As cost pressures mount, it’s tempting to cut clinical programs. But some of the most costly overhead is hiding in duplicative systems — not frontline care. Licensing in one tool, credentialing in another, monitoring in a spreadsheet, compliance in a siloed team. The sprawl is costly and unsustainable.

Top-performing health systems are choosing consolidation. They're bringing fragmented workflows into a single platform or operational layer — reducing the need for manual oversight and freeing up bandwidth to focus on what matters most: care delivery.

Many health systems use four or more disconnected systems to manage provider operations — increasing duplication, handoffs, and overhead. (Source: Kaufman Hall)

3. They automate renewal risk

One of the most under-appreciated operational risks is also one of the most preventable: missed license renewals. Manual tracking leaves teams vulnerable to lapsed credentials, audit exposure, and reactive fire drills that disrupt clinical operations.

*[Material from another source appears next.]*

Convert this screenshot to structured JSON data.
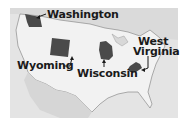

Healthcare orgs that have invested in automated alerts, centralized dashboards, and structured renewal processes are seeing real results. They’re reducing staff burnout, improving compliance confidence, and avoiding costly delays tied to last-minute catch-up work.

Administrative complexity contributes to 25% of total U.S. healthcare spending — with compliance management among the most resource-intensive areas. (Source: JAMA)

The pressure on health systems isn’t easing anytime soon

But some of the most important gains don’t come from cutting care — they come from cutting friction. By modernizing the systems that power provider operations, health organizations are unlocking margin, improving access, and reducing the burden on staff.

Medallion is built to help you do exactly that.

Explore how we support healthcare organizations in reducing operational overhead — so you can protect what matters most.